In Yoga, we call those three modes by the Sanskrit term the guṇas. They are a stable, consistent dynamic called sattva. A contracting, downward one called tamas. And an expanding, upward dynamic that we call rajas.
By learning how to observe, inside ourselves & everywhere around us in our life, how energy behaves in relation to these three modes, we can learn many things about the world around and inside us.
These modes are talked about in many of the world’s great wisdom traditions, under various different terms. Examples are the Holy Trinity of Christianity (Father, Son, Mother/Holy Spirit) and the Trimurti of Hinduism (Shiva, Vishnu, Brahma).
This becomes even more obvious when we takes the three modes and form them into the seven basic energy patterns. They are the core of energy-based Yoga.
Many of the known cultures of the world hold the numbers three and seven central to their mythological and metaphysical explanations. The number seven is usually considered to be one of the most sacred of numbers.
There’s a simple logic to this: there are seven basic energy patterns we humans can experience, seen either below this text or on your the right hand side. They form the very core of our ability for pattern recognition on the most abstract levels of our consciousness.
It is a logical transition from the first three, which are dominated by a single guṇa, to the next four, which consist of the most basic combinations of guṇas. In Theosophical literature, the seven basic energy patterns of energy-based Yoga are called the ‘Seven Rays’.
Each of these seven patterns logically has a characteristic effect on everything it influences. Our mind, our personality, our Soul, or a realm in nature, a type of plant or animal or a planet as a whole. They are also the cause of the seven colours, the seven notes in a musical scale, variations in letters, etcetera.
How they work out can be good, bad or neutral. What you can learn about them is nearly endless. here’s an introduction their characteristics:
Pattern/Ray 1 – sattva – empowering, strengthening, forcing, directing, willing, hardening, stabilising, steadfast, detaching, isolating, sacrificing
Pattern/Ray 2 – tamas – sensitising, magnetising, empathising, calming, softening, feeling, passive, loving, fraternising, conscious, transmuting
Pattern/Ray 3 – rajas – expanding, gathering, intelligent, visualising, scheming, reasoning, diffusing, activity, creating, moviung, grouping, adaptating
Pattern/Ray 4 – sattva + tamas + rajas – synthesising, harmonising, beautifying, intuiting, experimenting, changing, shifting, transitioning, fluid, conflicting
Pattern/Ray 5 – sattva + rajas – structuring, mechanising, concretising, analysing, exacting, detaching, overcoming, liberating, pragmatising, factualising, upward-pushing
Pattern/Ray 6 – sattva + tamas – idealising, romanticising, dedicating, loyalising, vitalising, affecting, warming, soothing, sweetening, upward-reaching
Pattern/Ray 7 – tamas + rajas – perfecting, ceremonialising, ordering, enchanting, formalising, wavering, socialising, collectivising, nobilising, cordialising, decency
Our school’s curriculum consists of two main study programmes, that are complementary to each other.
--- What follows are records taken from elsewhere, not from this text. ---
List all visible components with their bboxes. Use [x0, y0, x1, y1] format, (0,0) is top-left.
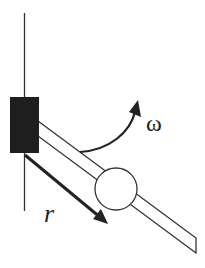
r-label: r: [44, 199, 55, 228]
diagram-canvas: ω r: [0, 0, 205, 268]
angular-velocity-arrow: [80, 100, 141, 152]
pivot-block: [10, 97, 39, 153]
omega-label: ω: [146, 110, 162, 136]
bead: [95, 168, 137, 210]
They follow two classic lines of study within the Raja Yoga tradition.
One is centered upon experiencing and understanding the Divine within yourself (Science of Soul), and the other on experiencing and understanding the Divine outside yourself, in the world surrounding you (Science of Divinity). It’s up to you whether you follow them parallel or sequentially.
The programmes are designed to help you learn about spirituality through your own direct experiences. The only dogma they include are the instructions of certain methods that all students learn. This is only to ensure unity in approach, so we can best compare insights and results and more easily learn from each other.